315. Curative Eurythmy: Lecture II 13 Apr 1921, Dornach
Translated by Kristina Krohn, Anthony Degenaar

And so the “M” is that which counters the “S”-direction when laid against it and that is in essence the great polarity between an “S” and an “M”; they are two polar sounds. “S” is the truly Ahrimanic sound, if I may speak anthroposophically, and the “M” is that which mitigates the properties of the Ahrimanic, makes it mild; if I may express it so, it takes its Ahrimanic strength from it.
326. The Origins of Natural Science: Lecture V 28 Dec 1922, Dornach
Translated by Maria St. Goar, Norman MacBeth

August Weismann, Frankfurt A.M. 1834–1914 Freiburg. Biologist, genetic scientist. Theory of polarity between cells (soma) and seed plasma. Determinants as heredity carriers. Writing: Studies on the Descent Theory.
18. The Riddles of Philosophy: Darwinism and World Conception
Translated by Fritz C. A. Koelln

He states in this connection that he had arrived at the fulfillment of his view of nature with his insight into the “two great springs of all nature,” namely, polarity and intensification (Polarität und Steigerung), polarity “belonging to matter insofar as we think of it materially, intensification insofar as we think of it spiritually.
127. The Concepts of Original Sin and Grace 03 May 1911, Munich
Translated by Dorothy S. Osmond

We fell without being ourselves guilty and we must therefore be able to ascend without merit of our own.
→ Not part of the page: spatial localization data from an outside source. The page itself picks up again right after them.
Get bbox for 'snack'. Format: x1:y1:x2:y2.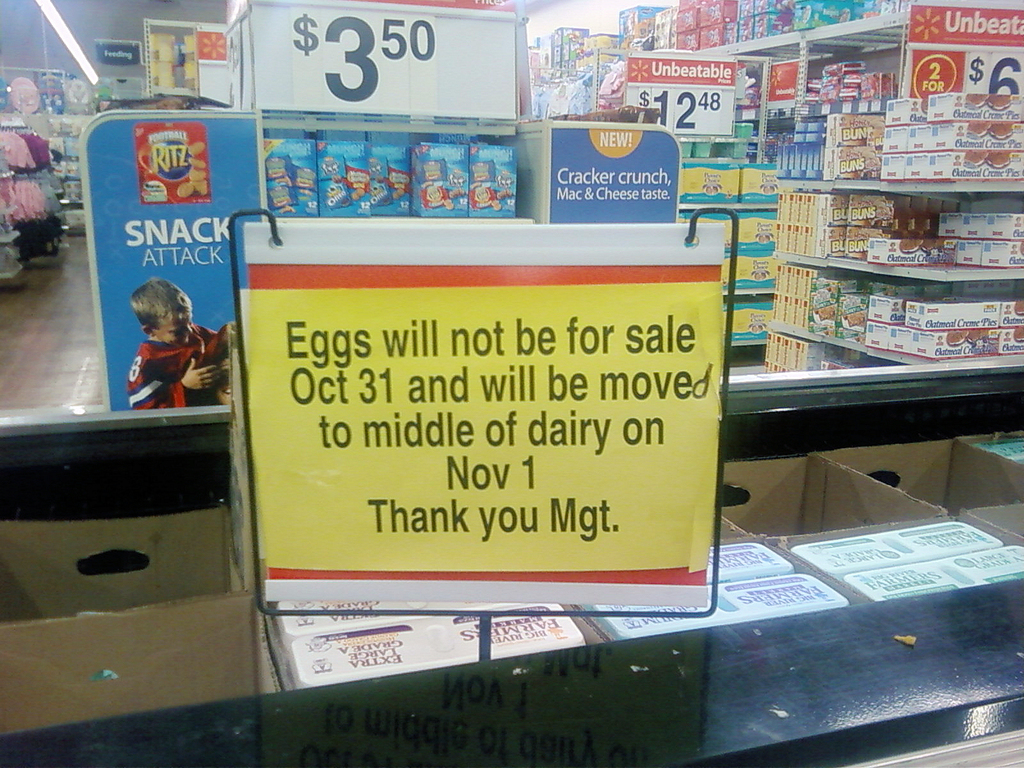
968:125:990:136.
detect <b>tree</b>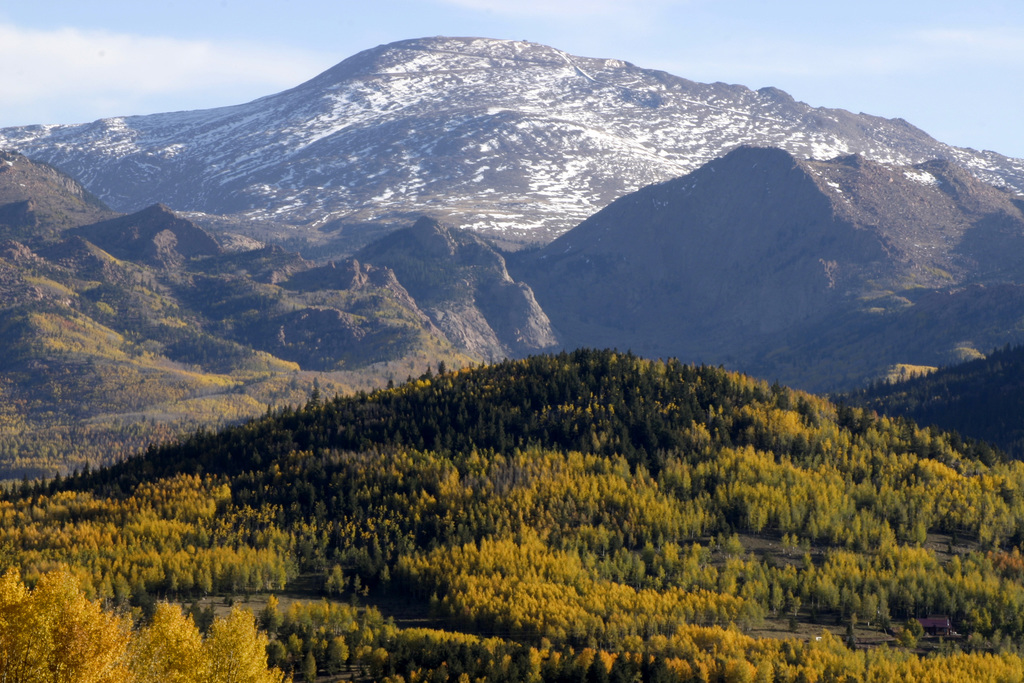
locate(0, 559, 132, 682)
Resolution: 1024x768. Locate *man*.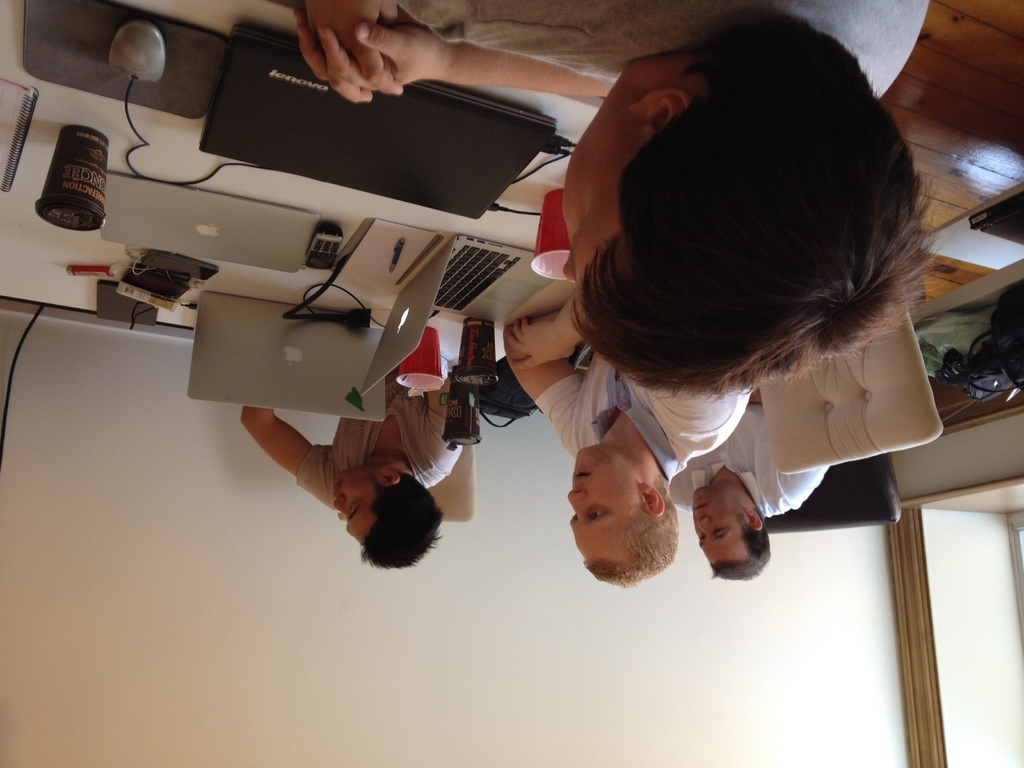
(500,290,748,589).
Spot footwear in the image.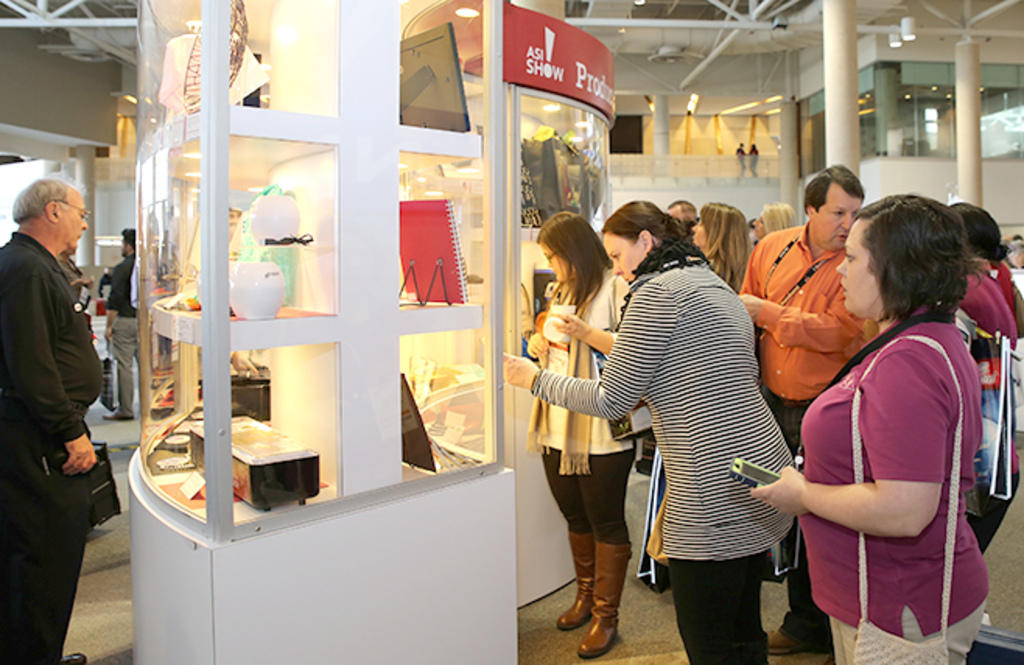
footwear found at (763, 631, 847, 653).
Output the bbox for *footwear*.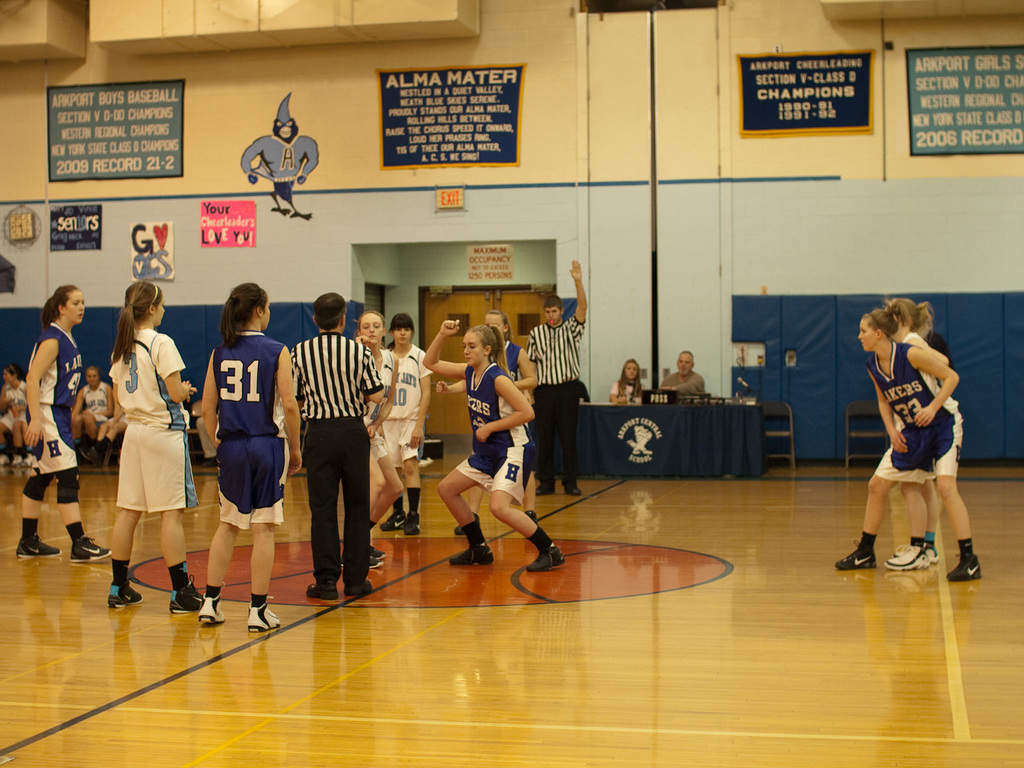
locate(853, 518, 939, 584).
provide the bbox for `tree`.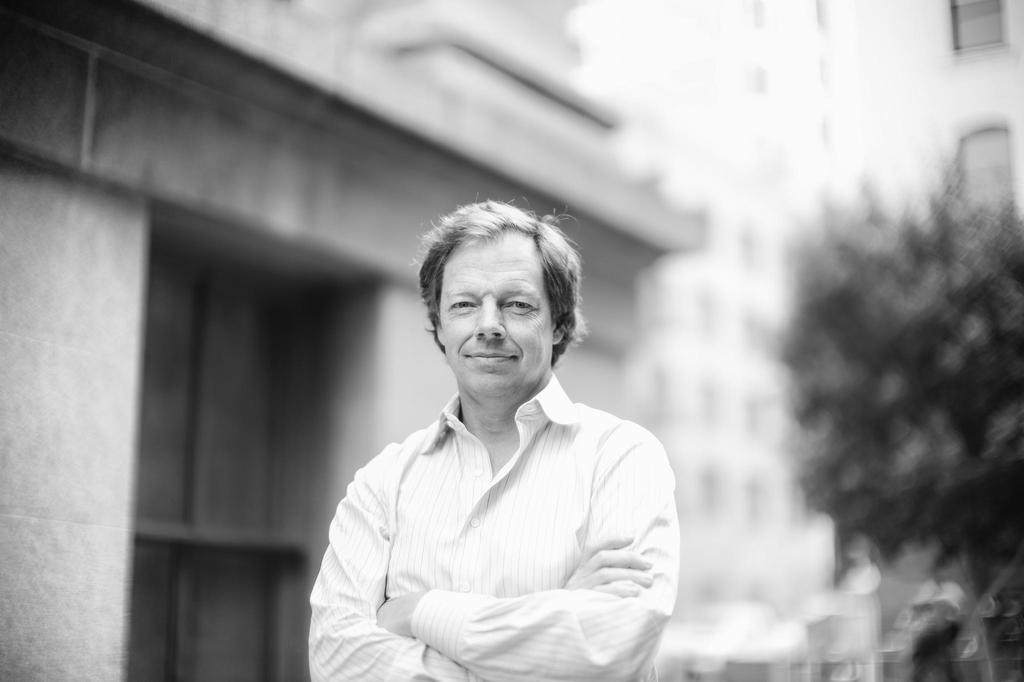
<bbox>768, 142, 1022, 680</bbox>.
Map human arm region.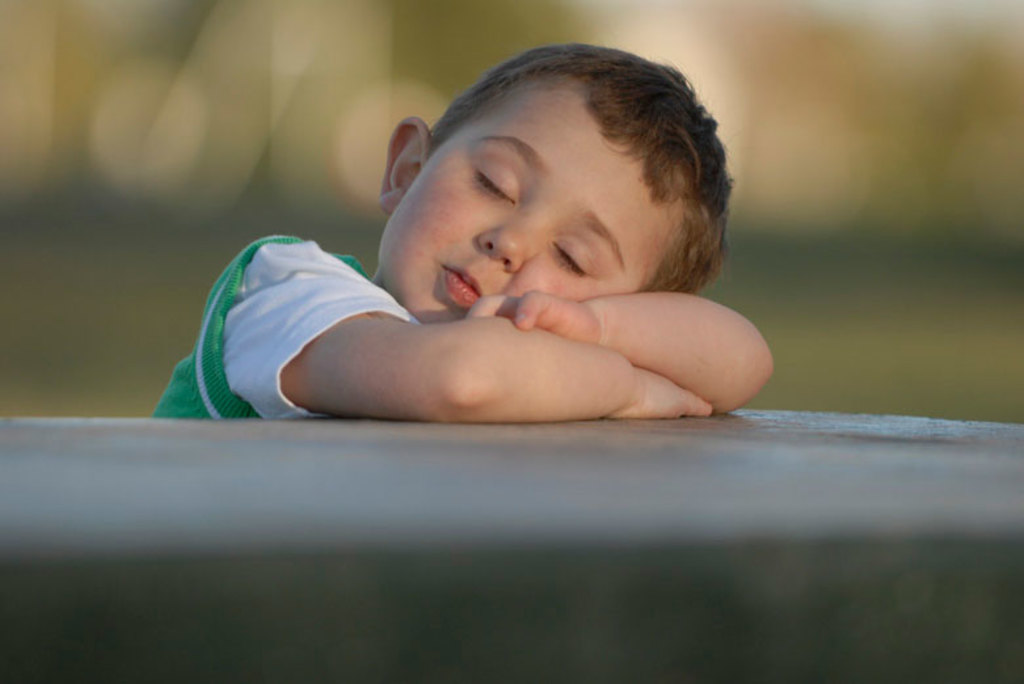
Mapped to bbox=(469, 273, 781, 417).
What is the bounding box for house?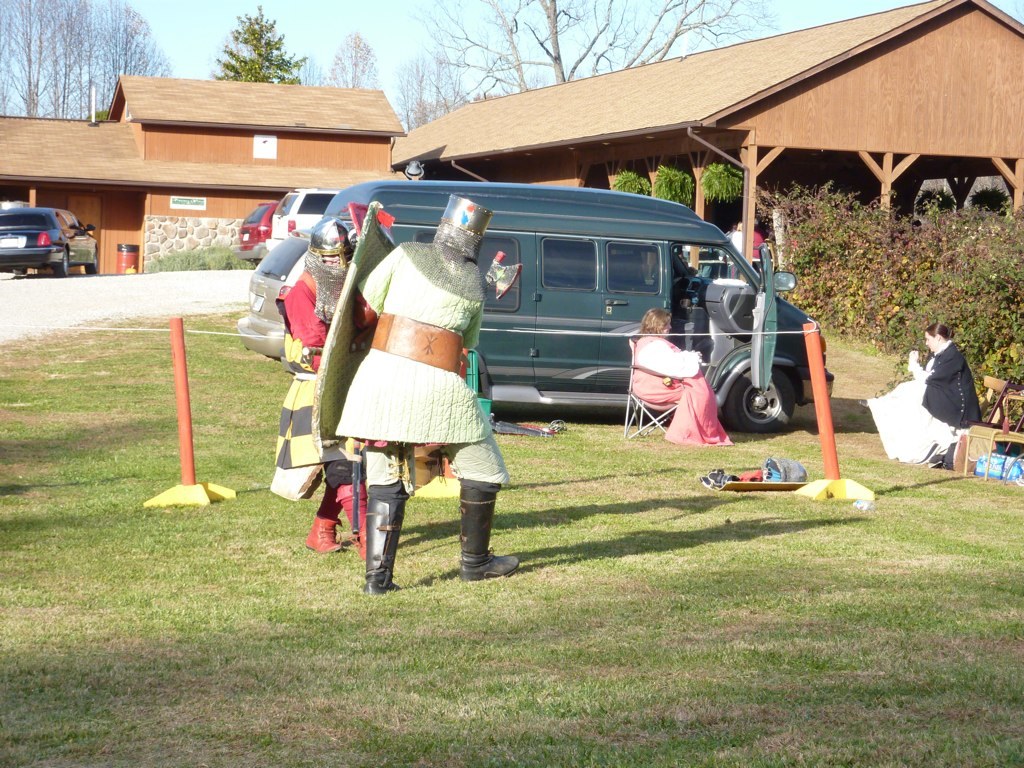
box(0, 79, 406, 262).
That is the necessary polarity. Otherwise we should be obliged to remain below in the physical-material world. Just as we must place at the beginning of our evolution a guilt which man did not himself incur, so at the end of evolution we must place a gift that is bestowed upon him without merit on his part.
115. Wisdom of Man, of the Soul, and of the Spirit: Action and Interaction of the Human Soul Forces 02 Nov 1910, Berlin
Translated by Samuel P. Lockwood, Loni Lockwood

It is, therefore, important to acquire a feeling for the polarity, the struggle of contrasting elements in the soul life. Unless we do so we shall not be able to understand what must be said concerning the soul life.
143. Conscience and Astonishment as Indications of Spiritual Vision in Past and Future 03 Feb 1912, Wrocław
Translator Unknown

And certainly with people of this kind, conscience is less active than with the others. What is the source of such polarities in character? Spiritual science is ready to examine the reasons for the one quality of character, remarkable for its tendency towards meditation, its thirst for knowledge—while the other is prepared to enjoy life simply without seeking any explanation.
121. The Mission of Folk-Souls: Lecture Seven 12 Jun 1910, Oslo
Translator Unknown

All that could possibly ever be spun out of the unity by the synthetic, inclusive activity of the ‘I’, has been spun out by the Semitic Spirit in the course of thousands of years. That is the great polarity between Pluralism and Monism, and that is the significance of the Semitic impulse in the world.